Sat Sep 17, 2022, 12:19 PM
Sep 2022

Hahahahaha
Hahaha
Hahahahahahahahahahaha!

There is not one fucking thing intellectual about that growth! Hahahaha!

Fuck

keep_left

(1,783 posts)
3. LOL, "intellectual heirs". The link to the "First Things" article was the...
Sat Sep 17, 2022, 01:02 PM
Sep 2022

...cherry on top of the shit sundae. As if anyone is going to give the least bit of credence to a nutcase radtrad "journal" that suddenly decided to clout-chase by sucking up to the Trump regime. As if that would somehow bring about their insane TradCath/Distributist/Integralist utopia. They don't seem to get Trump at all; Trump has no "thinking" other than making a buck, usually in the most crass and tasteless manner possible.

Hortensis

(58,785 posts)
5. Lol, oxymoronic. "The tRump agenda" is another amusing self-contradicting title.
Sat Sep 17, 2022, 01:12 PM
Sep 2022

His agenda is all about "Me." The rest, "the agenda" items, are what power blocs required for their support.

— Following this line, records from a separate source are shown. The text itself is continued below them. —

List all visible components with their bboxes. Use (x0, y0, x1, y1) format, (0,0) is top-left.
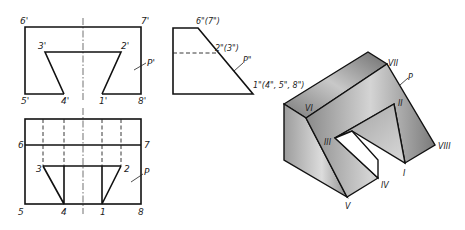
label-2p: 2' (121, 41, 129, 51)
label-plane-p: P (144, 167, 150, 177)
label-6pp-7pp: 6"(7") (196, 17, 220, 26)
front-view: 6' 7' 3' 2' P' 5' 4' 1' 8' (20, 16, 155, 106)
label-4: 4 (61, 207, 67, 217)
label-III: III (324, 138, 332, 147)
right-notch (102, 166, 121, 204)
label-VI: VI (305, 104, 313, 113)
label-8p: 8' (138, 96, 146, 106)
label-II: II (398, 99, 403, 108)
label-3: 3 (36, 164, 42, 174)
label-8: 8 (138, 207, 144, 217)
label-plane-P: P (408, 73, 413, 82)
side-outline (173, 28, 253, 94)
label-1pp-4pp-5pp-8pp: 1"(4", 5", 8") (253, 81, 305, 90)
drawing-canvas: 6' 7' 3' 2' P' 5' 4' 1' 8' 6"(7") 2"(3")… (0, 0, 465, 230)
label-6: 6 (18, 140, 24, 150)
label-VIII: VIII (438, 142, 451, 151)
label-plane-pp: P" (243, 56, 252, 65)
label-1p: 1' (99, 96, 107, 106)
label-2: 2 (124, 164, 130, 174)
isometric-view: VII P II VI III VIII I IV V (284, 52, 451, 211)
label-5p: 5' (21, 96, 29, 106)
label-6p: 6' (20, 16, 28, 26)
top-view: 6 7 3 2 P 5 4 1 8 (18, 108, 150, 217)
label-1: 1 (100, 207, 106, 217)
leader-line (234, 63, 243, 71)
label-4p: 4' (61, 96, 69, 106)
leader-line (134, 63, 146, 70)
label-V: V (345, 202, 351, 211)
label-5: 5 (18, 207, 24, 217)
label-IV: IV (381, 181, 389, 190)
label-2pp-3pp: 2"(3") (215, 44, 239, 53)
label-3p: 3' (38, 41, 46, 51)
left-notch (43, 166, 64, 204)
label-plane-p: P' (147, 58, 155, 68)
label-I: I (403, 169, 406, 178)
label-VII: VII (388, 59, 399, 68)
side-view: 6"(7") 2"(3") P" 1"(4", 5", 8") (173, 17, 305, 94)
label-7p: 7' (141, 16, 149, 26)
leader-line (400, 78, 408, 85)
label-7: 7 (144, 140, 150, 150)
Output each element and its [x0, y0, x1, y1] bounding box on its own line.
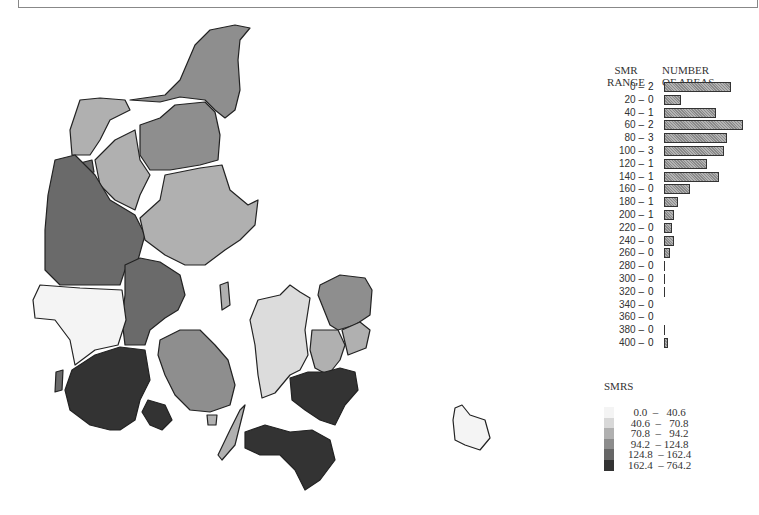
area-count: 0	[648, 183, 654, 194]
histogram-row: 300 – 0	[600, 273, 759, 285]
area-count: 1	[648, 107, 654, 118]
histogram-bar	[664, 274, 665, 284]
legend-swatch	[604, 439, 614, 450]
histogram-row: 40 – 1	[600, 107, 759, 119]
smr-range-label: 400 –	[619, 337, 644, 348]
area-count: 1	[648, 209, 654, 220]
histogram-bar	[664, 248, 670, 258]
histogram-bar	[664, 197, 678, 207]
smr-range-label: 0 –	[630, 81, 644, 92]
histogram-row: 20 – 0	[600, 94, 759, 106]
region-east-jutland[interactable]	[140, 165, 258, 265]
area-count: 0	[648, 273, 654, 284]
area-count: 0	[648, 324, 654, 335]
histogram-row: 400 – 0	[600, 337, 759, 349]
region-samso[interactable]	[220, 282, 230, 310]
smr-range-label: 340 –	[619, 299, 644, 310]
region-lolland-falster[interactable]	[245, 425, 335, 490]
legend-swatch	[604, 428, 614, 439]
histogram-bar	[664, 172, 719, 182]
legend-swatch	[604, 449, 614, 460]
smr-range-label: 80 –	[625, 132, 644, 143]
area-count: 0	[648, 337, 654, 348]
legend-range: 162.4 – 764.2	[628, 459, 728, 471]
region-langeland[interactable]	[218, 405, 245, 460]
histogram-bar	[664, 133, 727, 143]
legend-swatch	[604, 407, 614, 418]
histogram-row: 80 – 3	[600, 132, 759, 144]
histogram-bar	[664, 146, 724, 156]
histogram-row: 140 – 1	[600, 171, 759, 183]
histogram-row: 200 – 1	[600, 209, 759, 221]
histogram-bar	[664, 210, 674, 220]
area-count: 0	[648, 311, 654, 322]
smr-range-label: 20 –	[625, 94, 644, 105]
area-count: 2	[648, 81, 654, 92]
smr-range-label: 140 –	[619, 171, 644, 182]
smr-range-label: 180 –	[619, 196, 644, 207]
smr-range-label: 60 –	[625, 119, 644, 130]
area-count: 1	[648, 158, 654, 169]
histogram-row: 0 – 2	[600, 81, 759, 93]
legend: SMRS 0.0 – 40.6 40.6 – 70.8 70.8 – 94.2 …	[604, 380, 633, 392]
histogram-row: 280 – 0	[600, 260, 759, 272]
area-count: 0	[648, 286, 654, 297]
region-bornholm[interactable]	[453, 405, 490, 450]
area-count: 0	[648, 94, 654, 105]
area-count: 1	[648, 196, 654, 207]
area-count: 0	[648, 222, 654, 233]
region-storstrom[interactable]	[290, 368, 358, 425]
histogram-bar	[664, 338, 668, 348]
area-count: 3	[648, 132, 654, 143]
region-fano[interactable]	[55, 370, 63, 392]
smr-range-label: 120 –	[619, 158, 644, 169]
legend-swatch	[604, 418, 614, 429]
histogram-row: 180 – 1	[600, 196, 759, 208]
histogram-bar	[664, 261, 665, 271]
region-north-zealand[interactable]	[318, 275, 372, 330]
histogram-row: 360 – 0	[600, 311, 759, 323]
histogram-bar	[664, 223, 672, 233]
region-aero[interactable]	[207, 415, 217, 425]
area-count: 0	[648, 235, 654, 246]
region-funen[interactable]	[158, 330, 235, 412]
smr-range-label: 380 –	[619, 324, 644, 335]
area-count: 0	[648, 247, 654, 258]
smr-range-label: 40 –	[625, 107, 644, 118]
area-count: 2	[648, 119, 654, 130]
histogram-bar	[664, 159, 707, 169]
smr-range-label: 260 –	[619, 247, 644, 258]
histogram-bar	[664, 120, 743, 130]
histogram-row: 260 – 0	[600, 247, 759, 259]
legend-title: SMRS	[604, 380, 633, 392]
histogram-row: 120 – 1	[600, 158, 759, 170]
histogram-bar	[664, 108, 716, 118]
smr-range-label: 360 –	[619, 311, 644, 322]
legend-item: 162.4 – 764.2	[604, 460, 734, 471]
histogram-row: 100 – 3	[600, 145, 759, 157]
area-count: 1	[648, 171, 654, 182]
smr-range-label: 240 –	[619, 235, 644, 246]
legend-swatch	[604, 460, 614, 471]
smr-range-label: 220 –	[619, 222, 644, 233]
region-himmerland[interactable]	[140, 102, 220, 170]
histogram-row: 320 – 0	[600, 286, 759, 298]
histogram-bar	[664, 95, 681, 105]
smr-range-label: 160 –	[619, 183, 644, 194]
histogram-bar	[664, 236, 674, 246]
histogram-row: 340 – 0	[600, 299, 759, 311]
denmark-map	[0, 0, 560, 515]
smr-range-label: 280 –	[619, 260, 644, 271]
smr-range-label: 100 –	[619, 145, 644, 156]
area-count: 3	[648, 145, 654, 156]
area-count: 0	[648, 260, 654, 271]
area-count: 0	[648, 299, 654, 310]
histogram-bar	[664, 184, 690, 194]
histogram-bar	[664, 325, 665, 335]
histogram-row: 380 – 0	[600, 324, 759, 336]
histogram-bar	[664, 287, 665, 297]
histogram-row: 240 – 0	[600, 235, 759, 247]
smr-range-label: 320 –	[619, 286, 644, 297]
region-als[interactable]	[142, 400, 172, 430]
histogram-row: 160 – 0	[600, 183, 759, 195]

Very dark humor, of course.

Midnight Writer

(21,741 posts)
6. Exactly. He is a conman who is adept at detecting and exploiting the weakness in his victims.
Sat Sep 17, 2022, 02:14 PM
Sep 2022

The Republican Party should be ashamed of embracing, enabling and making excuses for this criminal.

Hortensis

(58,785 posts)
7. They should... RW populist voters created the leader they wanted,
Sat Sep 17, 2022, 02:41 PM
Sep 2022

or as close as they could get with him, though. They're hoping to make him far more dangerous than he was when constrained by liberalism-based laws.

We really need to be afraid of the RW extremist powers who've managed to exploit and direct his weaknesses, and his voters', though. So should he and his voters be for that matter. People like these inhumane "governors" and those they're aligned with.